Bleakley, Costa, and Lleras-Muney present new evidence on twentieth century trends in early health, including birth weights, mothers' health, and within-sibling comparisons. Using microdata on health, human capital, and productivity from the nineteenth and twentieth century, they investigate changes in the relationships between these variables over time. Early-life health (proxied by height) affected income and health outcomes throughout the past 150 years. But it was not until relatively late that childhood health became strongly complementary with time in school. They relate these results to a standard (Ben Porath) model in which the returns to brute force decline relative to cognition, and the variance of environmental insults declines as well.


Leah Boustan, and William Collins, Vanderbilt University and NBER

The Origins and Persistence of Black-White Differences in Women's Labor Force Participation

Black women were more likely than white women to participate in the labor force from 1870 until at least 1980 and to hold jobs in agriculture or manufacturing. Differences in observables cannot account for most of this racial gap in labor force participation for the one hundred years after Emancipation. This is consistent with racial differences in the stigma associated with women's work, which Goldin (1977) hypothesized might be traced to cultural norms rooted in the prevalence of black women's labor under slavery. In both nineteenth and twentieth century data, Boustan and Collins find evidence of intergenerational transmission of labor force participation from mother to daughter.


Claudia Goldin, Harvard University and NBER

A Pollution Theory of Discrimination: Male and Female Differences in Occupations and Earnings

Occupations are segregated by sex today, but they were far more segregated in the early- to mid-twentieth century. It is difficult to rationalize sex segregation and "wage discrimination" on the basis of men's taste for distance from women in the same way that differences between other groups in work and housing have been explained. Rather, Goldin constructs a "pollution" theory model of discrimination: occupations are defined by the level of a single-dimensional productivity characteristic. Because there is asymmetric information regarding the value of the characteristic of an individual woman, a new female hire may reduce the prestige of a previously all-male occupation. The model predicts that occupations requiring a level of the characteristic above the female median will be segregated by sex and those below the median will be integrated. The historical record reveals numerous cases of the model's predictions.
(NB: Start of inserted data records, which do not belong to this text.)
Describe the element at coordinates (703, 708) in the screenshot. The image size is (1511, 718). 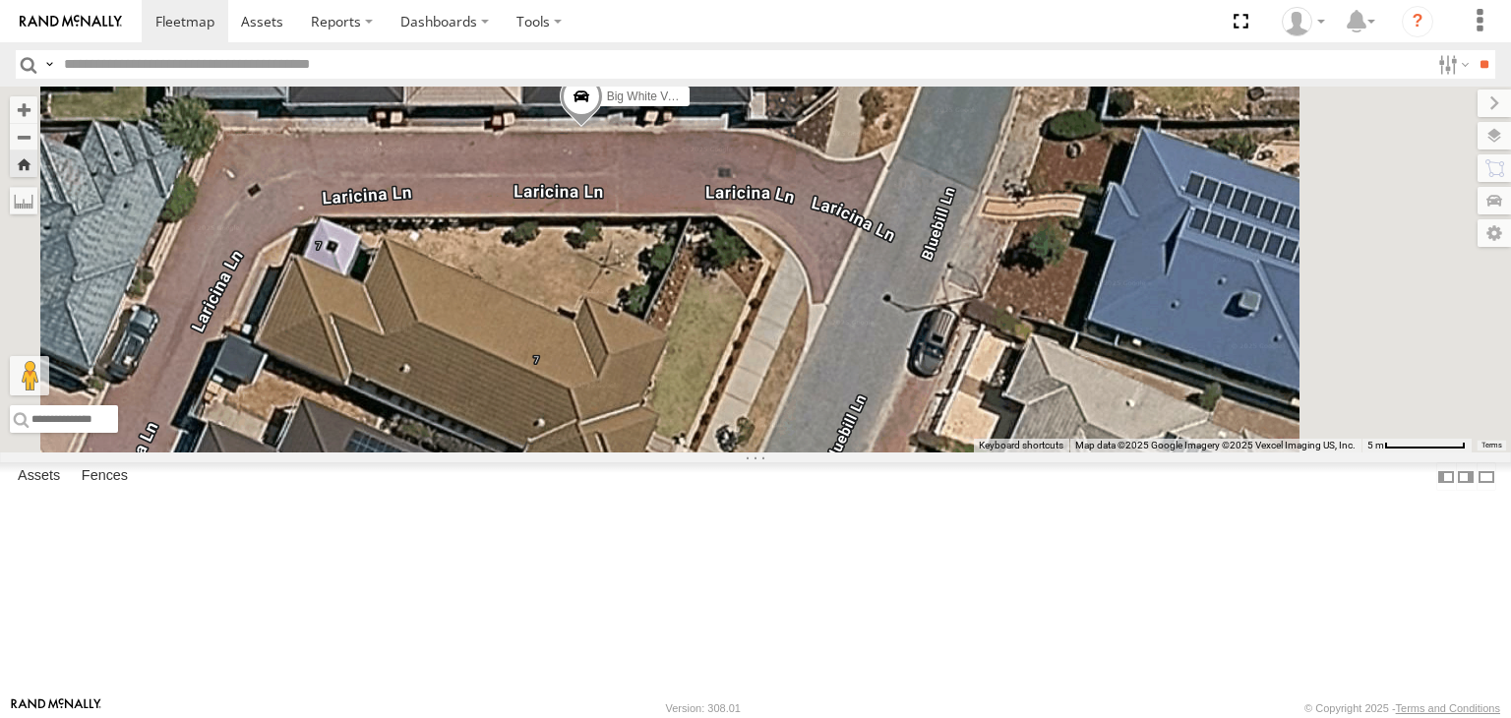
I see `div: Version: 308.01` at that location.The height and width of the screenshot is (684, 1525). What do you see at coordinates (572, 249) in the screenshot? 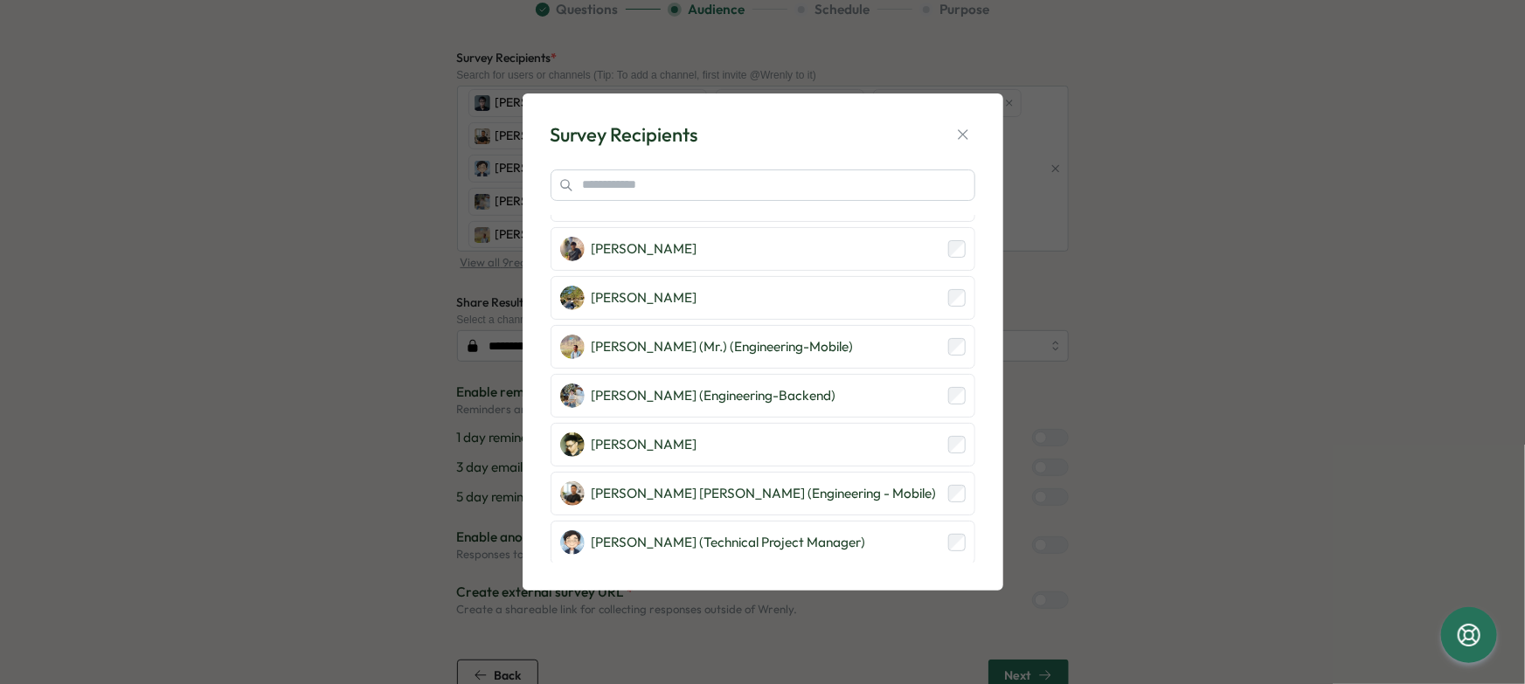
I see `img: Hoang Nguyen` at bounding box center [572, 249].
For example, in 1940 the greater is the productivity characteristic of an office and clerical occupation, the higher is the occupational segregation by sex. "Credentialization" that spreads information about individual women's productivities and shatters old stereotypes can help to expunge "pollution."


Ilyana Kuziemko, Columbia University and NBER, and Joseph Ferrie, Northwestern University and NBER

The Role of Immigrant Children in their Parents' Assimilation: 1850 to 2010

The presence of children in immigrant households can influence the assimilation of their parents, either through human capital transfers from children to parents (that is, parents learning from their children) or by the assistance that children can provide in navigating economic life in the destination (that is, parents leaning on their children). Kuziemko and Ferrie examine the relationship between the presence of children in immigrant households and the human capital acquisition of their immigrant parents among immigrants to the United States from 1850-2010. They first show that immigrants who came in the Great Migration of the late nineteenth and early twentieth centuries were less likely to arrive with children than more recent immigrants. Next they show that assimilation appears slower for most recent cohorts than for those who arrived during the Great Migration, although in both eras cohort quality declines over time. Finally, they show that the children of the earlier immigrants were associated with more assimilation (that is, less "leaning" and more "learning") than were the children of post-1930 immigrants.